Phishing scammers become more sophisticated
By:   //  Legal

by Carol Thompson

As phishing scams become more sophisticated, consumers need to be more on guard when suspicious email arrives in their inbox.

Phishing is a criminal mechanism employing both social engineering and technical subterfuge to steal consumers’ personal identity data and financial account credentials. Social engineering schemes use spoofed emails purporting to be from legitimate businesses and agencies, designed to lead consumers to counterfeit websites that trick recipients into divulging financial data such as usernames and passwords. Technical subterfuge schemes plant crimeware onto PCs to steal credentials directly, often using systems to intercept consumers online account user names and passwords and to corrupt local navigational infrastructures to misdirect consumers to counterfeit websites (or authentic websites through phisher-controlled proxies used to monitor and intercept consumers’ keystrokes).

 The email can purport to be from a credit card company, a bank, a department store, a government agency or even the FBI. The predators hope to entice the receiver into opening the message, push the panic button, and click a link that leads to a bogus website that’s only purpose is to steal personal information.

Despite the obvious errors in the email thousands of consumers fall prey to phishing email. The experts say the best thing a consumer can do is to telephone the company or agency listed as the sender to confirm the email.

The messages generally contain telltale signs that should raise a red flag. One of the most prominent signs, according to the Anti-Phishing Working Group (APWG), is a message is addressed “Dear customer” with no mention of the recipient’s name, however, in recent years the phishing emails have become more sophisticated, making it difficult to decipher between a legitimate message and a fake.

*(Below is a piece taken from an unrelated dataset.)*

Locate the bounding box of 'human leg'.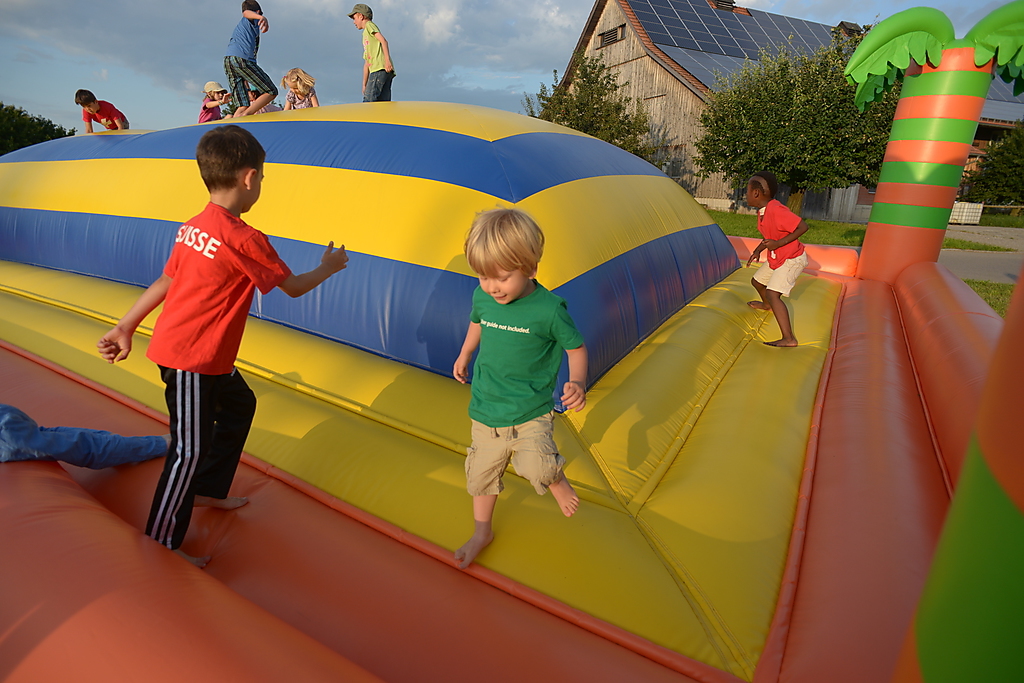
Bounding box: BBox(222, 56, 251, 114).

Google, in conjunction with the University of California, San Diego, found that sophisticated, manual phishing attempts allow hackers to successfully takeover a Gmail account a staggering 45 percent of the time.
The Google study found:
  • Simple but dangerous: Most of us think we’re too smart to fall for phishing, but our research found some fake websites worked a whopping 45 percent of the time. On average, people visiting the fake pages submitted their info 14 percent of the time, and even the most obviously fake sites still managed to deceive three percent of people. Considering that an attacker can send out millions of messages, these success rates are nothing to sneeze at.
  • Quick and thorough: Around 20 percent of hijacked accounts are accessed within 30 minutes of a hacker obtaining the login info. Once they’ve broken into an account they want to exploit, hijackers spend more than 20 minutes inside, often changing the password to lock out the true owner, searching for other account details (like your bank, or social media accounts), and scamming new victims.
  • Personalized and targeted: Hijackers then send phishing emails from the victim’s account to everyone in his or her address book. Since your friends and family think the email comes from you, these emails can be very effective. People in the contact list of hijacked accounts are 36 times more likely to be hijacked themselves.
  • Learning fast: Hijackers quickly change their tactics to adapt to new security measures. For example, after we started asking people to answer questions (like “which city do you login from most often?”) when logging in from a suspicious location or device, hijackers almost immediately started phishing for the answers.